Jim Reviews: Tell Them of Battles, Kings, and Elephants – Mathias Enard

You may remember my reading plans for my holiday vacation which I outlined in Jim’s Long Winters Nap Book List. As I suggested there it was an aspirational plan but one that I was somewhat successful in. Tell Them of Battles, Kings, and Elephants was one of those successes.This is a short book. Only about 180 pages. The chapters are quick snapshots of events. Most of all it is a book of description. Even when the omniscient narrator isn’t in the driver’s seat and a character takes over it is still about description. Drawing a scene as if you were there watching it.

Enard images a 1506 world in which Michelangelo, already a world renowned sculptor, is commissioned by the Sultan in Istanbul to build a bridge across the Gold Horn and accepts. The reader gets to wander through 16th century Istanbul. It is beautiful drawn. To a point where the story of his work on this bridge really becomes incidental to what the narrator describes.

My only problem with it was that it wasn’t long enough. I wanted Michelangelo to throw over the sultan and take to the road so the description could just keep going. If you are a reader who really depends on character I’m not sure if this story will deliver. This is a book for readers who love world building and don’t get to hung up on the show don’t tell rule.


### ACTION ITEM
Exactly as given, restate each record that follows.

[Items from an interface collection]
═══

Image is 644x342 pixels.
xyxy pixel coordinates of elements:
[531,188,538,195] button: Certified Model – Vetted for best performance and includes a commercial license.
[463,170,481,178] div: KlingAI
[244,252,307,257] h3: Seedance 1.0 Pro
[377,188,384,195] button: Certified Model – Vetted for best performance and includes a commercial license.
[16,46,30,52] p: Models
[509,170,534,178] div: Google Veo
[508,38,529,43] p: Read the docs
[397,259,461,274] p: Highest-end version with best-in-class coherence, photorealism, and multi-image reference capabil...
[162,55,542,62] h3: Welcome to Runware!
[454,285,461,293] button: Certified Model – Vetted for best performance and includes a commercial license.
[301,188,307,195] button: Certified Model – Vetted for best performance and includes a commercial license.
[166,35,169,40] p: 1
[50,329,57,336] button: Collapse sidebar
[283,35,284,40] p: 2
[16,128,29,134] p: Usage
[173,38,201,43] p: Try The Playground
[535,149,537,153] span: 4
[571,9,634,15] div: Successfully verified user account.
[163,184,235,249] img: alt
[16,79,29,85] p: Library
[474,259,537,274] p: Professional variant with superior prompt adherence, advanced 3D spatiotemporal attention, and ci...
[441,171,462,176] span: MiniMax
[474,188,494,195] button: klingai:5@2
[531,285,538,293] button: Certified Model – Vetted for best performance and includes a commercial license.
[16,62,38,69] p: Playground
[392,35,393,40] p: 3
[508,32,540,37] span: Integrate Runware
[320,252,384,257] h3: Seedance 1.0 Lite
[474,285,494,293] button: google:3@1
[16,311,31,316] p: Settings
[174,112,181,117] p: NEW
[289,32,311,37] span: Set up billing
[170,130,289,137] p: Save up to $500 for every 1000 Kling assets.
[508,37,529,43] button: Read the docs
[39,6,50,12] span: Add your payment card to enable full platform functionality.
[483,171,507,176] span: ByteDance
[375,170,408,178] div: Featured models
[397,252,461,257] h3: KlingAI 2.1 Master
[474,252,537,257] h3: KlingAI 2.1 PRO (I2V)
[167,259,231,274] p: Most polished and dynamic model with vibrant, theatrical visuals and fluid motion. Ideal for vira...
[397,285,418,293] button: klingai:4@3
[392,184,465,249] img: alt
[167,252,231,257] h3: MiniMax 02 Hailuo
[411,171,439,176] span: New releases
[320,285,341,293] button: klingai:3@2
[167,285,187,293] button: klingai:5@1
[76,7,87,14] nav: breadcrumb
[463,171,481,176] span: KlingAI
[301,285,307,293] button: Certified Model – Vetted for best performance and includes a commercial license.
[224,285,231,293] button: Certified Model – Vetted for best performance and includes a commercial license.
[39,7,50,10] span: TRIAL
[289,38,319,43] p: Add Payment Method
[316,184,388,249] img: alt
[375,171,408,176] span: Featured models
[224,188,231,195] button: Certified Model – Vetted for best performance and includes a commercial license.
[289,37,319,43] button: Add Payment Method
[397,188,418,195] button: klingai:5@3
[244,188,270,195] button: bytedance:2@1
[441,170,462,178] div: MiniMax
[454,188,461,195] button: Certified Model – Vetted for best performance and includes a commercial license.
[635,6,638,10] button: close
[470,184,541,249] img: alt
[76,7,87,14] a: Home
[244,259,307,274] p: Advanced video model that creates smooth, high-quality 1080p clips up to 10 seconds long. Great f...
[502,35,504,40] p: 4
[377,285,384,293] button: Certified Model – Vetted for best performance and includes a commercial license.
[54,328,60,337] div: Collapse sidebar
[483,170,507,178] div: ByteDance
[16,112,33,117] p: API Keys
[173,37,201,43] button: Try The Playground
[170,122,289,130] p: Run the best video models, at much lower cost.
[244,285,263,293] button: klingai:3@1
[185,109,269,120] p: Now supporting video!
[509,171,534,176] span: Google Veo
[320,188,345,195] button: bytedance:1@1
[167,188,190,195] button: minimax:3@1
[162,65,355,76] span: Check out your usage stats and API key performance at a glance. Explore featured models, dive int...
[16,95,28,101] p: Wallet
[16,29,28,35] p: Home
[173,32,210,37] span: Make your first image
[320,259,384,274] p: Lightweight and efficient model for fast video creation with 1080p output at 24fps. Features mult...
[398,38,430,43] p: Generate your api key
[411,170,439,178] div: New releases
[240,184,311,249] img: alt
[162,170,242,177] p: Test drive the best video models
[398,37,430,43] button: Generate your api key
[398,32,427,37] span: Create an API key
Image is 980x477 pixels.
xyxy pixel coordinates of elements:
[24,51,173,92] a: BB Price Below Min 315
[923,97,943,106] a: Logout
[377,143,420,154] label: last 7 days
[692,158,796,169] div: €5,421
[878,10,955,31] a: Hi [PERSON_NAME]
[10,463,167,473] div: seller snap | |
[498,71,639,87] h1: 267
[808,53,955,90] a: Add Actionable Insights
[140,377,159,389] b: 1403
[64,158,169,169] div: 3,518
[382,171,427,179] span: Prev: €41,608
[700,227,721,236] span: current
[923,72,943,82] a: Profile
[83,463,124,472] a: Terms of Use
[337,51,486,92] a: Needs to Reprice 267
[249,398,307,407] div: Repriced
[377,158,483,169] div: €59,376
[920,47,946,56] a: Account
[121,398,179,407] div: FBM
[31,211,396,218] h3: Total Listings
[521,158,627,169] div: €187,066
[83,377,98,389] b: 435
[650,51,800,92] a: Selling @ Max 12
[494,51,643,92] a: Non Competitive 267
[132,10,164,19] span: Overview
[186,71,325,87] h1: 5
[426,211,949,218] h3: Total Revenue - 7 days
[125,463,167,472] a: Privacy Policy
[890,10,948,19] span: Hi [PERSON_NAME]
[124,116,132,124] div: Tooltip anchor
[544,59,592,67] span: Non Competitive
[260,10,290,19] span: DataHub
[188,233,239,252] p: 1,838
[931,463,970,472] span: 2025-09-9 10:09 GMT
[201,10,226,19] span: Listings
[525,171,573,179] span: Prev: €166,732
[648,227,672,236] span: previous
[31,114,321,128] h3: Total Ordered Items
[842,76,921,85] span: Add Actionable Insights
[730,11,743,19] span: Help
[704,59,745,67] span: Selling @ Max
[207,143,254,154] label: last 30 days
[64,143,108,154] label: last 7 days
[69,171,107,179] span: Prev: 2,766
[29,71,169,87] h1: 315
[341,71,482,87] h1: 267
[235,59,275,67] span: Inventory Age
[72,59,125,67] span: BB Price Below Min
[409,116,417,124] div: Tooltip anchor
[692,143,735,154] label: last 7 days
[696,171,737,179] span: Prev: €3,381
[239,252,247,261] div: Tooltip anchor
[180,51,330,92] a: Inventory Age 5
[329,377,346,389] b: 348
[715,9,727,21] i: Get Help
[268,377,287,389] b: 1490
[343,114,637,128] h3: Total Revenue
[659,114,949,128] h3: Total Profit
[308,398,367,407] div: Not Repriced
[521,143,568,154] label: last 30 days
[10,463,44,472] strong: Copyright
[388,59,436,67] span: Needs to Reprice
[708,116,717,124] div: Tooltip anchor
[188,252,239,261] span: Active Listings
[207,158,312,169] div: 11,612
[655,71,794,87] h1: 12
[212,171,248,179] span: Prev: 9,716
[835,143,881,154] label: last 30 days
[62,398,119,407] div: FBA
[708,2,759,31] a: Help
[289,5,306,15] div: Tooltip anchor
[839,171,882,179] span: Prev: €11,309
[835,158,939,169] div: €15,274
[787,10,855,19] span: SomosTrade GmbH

═══

### TASK ANSWER
Image is 644x342 pixels.
xyxy pixel coordinates of elements:
[531,188,538,195] button: Certified Model – Vetted for best performance and includes a commercial license.
[463,170,481,178] div: KlingAI
[244,252,307,257] h3: Seedance 1.0 Pro
[377,188,384,195] button: Certified Model – Vetted for best performance and includes a commercial license.
[16,46,30,52] p: Models
[509,170,534,178] div: Google Veo
[508,38,529,43] p: Read the docs
[397,259,461,274] p: Highest-end version with best-in-class coherence, photorealism, and multi-image reference capabil...
[162,55,542,62] h3: Welcome to Runware!
[454,285,461,293] button: Certified Model – Vetted for best performance and includes a commercial license.
[301,188,307,195] button: Certified Model – Vetted for best performance and includes a commercial license.
[166,35,169,40] p: 1
[50,329,57,336] button: Collapse sidebar
[283,35,284,40] p: 2
[16,128,29,134] p: Usage
[173,38,201,43] p: Try The Playground
[535,149,537,153] span: 4
[571,9,634,15] div: Successfully verified user account.
[163,184,235,249] img: alt
[16,79,29,85] p: Library
[474,259,537,274] p: Professional variant with superior prompt adherence, advanced 3D spatiotemporal attention, and ci...
[441,171,462,176] span: MiniMax
[474,188,494,195] button: klingai:5@2
[531,285,538,293] button: Certified Model – Vetted for best performance and includes a commercial license.
[16,62,38,69] p: Playground
[392,35,393,40] p: 3
[508,32,540,37] span: Integrate Runware
[320,252,384,257] h3: Seedance 1.0 Lite
[474,285,494,293] button: google:3@1
[16,311,31,316] p: Settings
[174,112,181,117] p: NEW
[289,32,311,37] span: Set up billing
[170,130,289,137] p: Save up to $500 for every 1000 Kling assets.
[508,37,529,43] button: Read the docs
[39,6,50,12] span: Add your payment card to enable full platform functionality.
[483,171,507,176] span: ByteDance
[375,170,408,178] div: Featured models
[397,252,461,257] h3: KlingAI 2.1 Master
[474,252,537,257] h3: KlingAI 2.1 PRO (I2V)
[167,259,231,274] p: Most polished and dynamic model with vibrant, theatrical visuals and fluid motion. Ideal for vira...
[397,285,418,293] button: klingai:4@3
[392,184,465,249] img: alt
[167,252,231,257] h3: MiniMax 02 Hailuo
[411,171,439,176] span: New releases
[320,285,341,293] button: klingai:3@2
[167,285,187,293] button: klingai:5@1
[76,7,87,14] nav: breadcrumb
[463,171,481,176] span: KlingAI
[301,285,307,293] button: Certified Model – Vetted for best performance and includes a commercial license.
[224,285,231,293] button: Certified Model – Vetted for best performance and includes a commercial license.
[39,7,50,10] span: TRIAL
[289,38,319,43] p: Add Payment Method
[316,184,388,249] img: alt
[375,171,408,176] span: Featured models
[224,188,231,195] button: Certified Model – Vetted for best performance and includes a commercial license.
[289,37,319,43] button: Add Payment Method
[397,188,418,195] button: klingai:5@3
[244,188,270,195] button: bytedance:2@1
[441,170,462,178] div: MiniMax
[454,188,461,195] button: Certified Model – Vetted for best performance and includes a commercial license.
[635,6,638,10] button: close
[470,184,541,249] img: alt
[76,7,87,14] a: Home
[244,259,307,274] p: Advanced video model that creates smooth, high-quality 1080p clips up to 10 seconds long. Great f...
[502,35,504,40] p: 4
[377,285,384,293] button: Certified Model – Vetted for best performance and includes a commercial license.
[54,328,60,337] div: Collapse sidebar
[483,170,507,178] div: ByteDance
[16,112,33,117] p: API Keys
[173,37,201,43] button: Try The Playground
[170,122,289,130] p: Run the best video models, at much lower cost.
[244,285,263,293] button: klingai:3@1
[185,109,269,120] p: Now supporting video!
[509,171,534,176] span: Google Veo
[320,188,345,195] button: bytedance:1@1
[167,188,190,195] button: minimax:3@1
[162,65,355,76] span: Check out your usage stats and API key performance at a glance. Explore featured models, dive int...
[16,95,28,101] p: Wallet
[16,29,28,35] p: Home
[173,32,210,37] span: Make your first image
[320,259,384,274] p: Lightweight and efficient model for fast video creation with 1080p output at 24fps. Features mult...
[398,38,430,43] p: Generate your api key
[411,170,439,178] div: New releases
[240,184,311,249] img: alt
[162,170,242,177] p: Test drive the best video models
[398,37,430,43] button: Generate your api key
[398,32,427,37] span: Create an API key
Image is 980x477 pixels.
xyxy pixel coordinates of elements:
[24,51,173,92] a: BB Price Below Min 315
[923,97,943,106] a: Logout
[377,143,420,154] label: last 7 days
[692,158,796,169] div: €5,421
[878,10,955,31] a: Hi [PERSON_NAME]
[10,463,167,473] div: seller snap | |
[498,71,639,87] h1: 267
[808,53,955,90] a: Add Actionable Insights
[140,377,159,389] b: 1403
[64,158,169,169] div: 3,518
[382,171,427,179] span: Prev: €41,608
[700,227,721,236] span: current
[923,72,943,82] a: Profile
[83,463,124,472] a: Terms of Use
[337,51,486,92] a: Needs to Reprice 267
[249,398,307,407] div: Repriced
[377,158,483,169] div: €59,376
[920,47,946,56] a: Account
[121,398,179,407] div: FBM
[31,211,396,218] h3: Total Listings
[521,158,627,169] div: €187,066
[83,377,98,389] b: 435
[650,51,800,92] a: Selling @ Max 12
[494,51,643,92] a: Non Competitive 267
[132,10,164,19] span: Overview
[186,71,325,87] h1: 5
[426,211,949,218] h3: Total Revenue - 7 days
[125,463,167,472] a: Privacy Policy
[890,10,948,19] span: Hi [PERSON_NAME]
[124,116,132,124] div: Tooltip anchor
[544,59,592,67] span: Non Competitive
[260,10,290,19] span: DataHub
[188,233,239,252] p: 1,838
[931,463,970,472] span: 2025-09-9 10:09 GMT
[201,10,226,19] span: Listings
[525,171,573,179] span: Prev: €166,732
[648,227,672,236] span: previous
[31,114,321,128] h3: Total Ordered Items
[842,76,921,85] span: Add Actionable Insights
[730,11,743,19] span: Help
[704,59,745,67] span: Selling @ Max
[207,143,254,154] label: last 30 days
[64,143,108,154] label: last 7 days
[69,171,107,179] span: Prev: 2,766
[29,71,169,87] h1: 315
[341,71,482,87] h1: 267
[235,59,275,67] span: Inventory Age
[72,59,125,67] span: BB Price Below Min
[409,116,417,124] div: Tooltip anchor
[692,143,735,154] label: last 7 days
[696,171,737,179] span: Prev: €3,381
[239,252,247,261] div: Tooltip anchor
[180,51,330,92] a: Inventory Age 5
[329,377,346,389] b: 348
[715,9,727,21] i: Get Help
[268,377,287,389] b: 1490
[343,114,637,128] h3: Total Revenue
[659,114,949,128] h3: Total Profit
[308,398,367,407] div: Not Repriced
[521,143,568,154] label: last 30 days
[10,463,44,472] strong: Copyright
[388,59,436,67] span: Needs to Reprice
[708,116,717,124] div: Tooltip anchor
[188,252,239,261] span: Active Listings
[207,158,312,169] div: 11,612
[655,71,794,87] h1: 12
[212,171,248,179] span: Prev: 9,716
[835,143,881,154] label: last 30 days
[62,398,119,407] div: FBA
[708,2,759,31] a: Help
[289,5,306,15] div: Tooltip anchor
[839,171,882,179] span: Prev: €11,309
[835,158,939,169] div: €15,274
[787,10,855,19] span: SomosTrade GmbH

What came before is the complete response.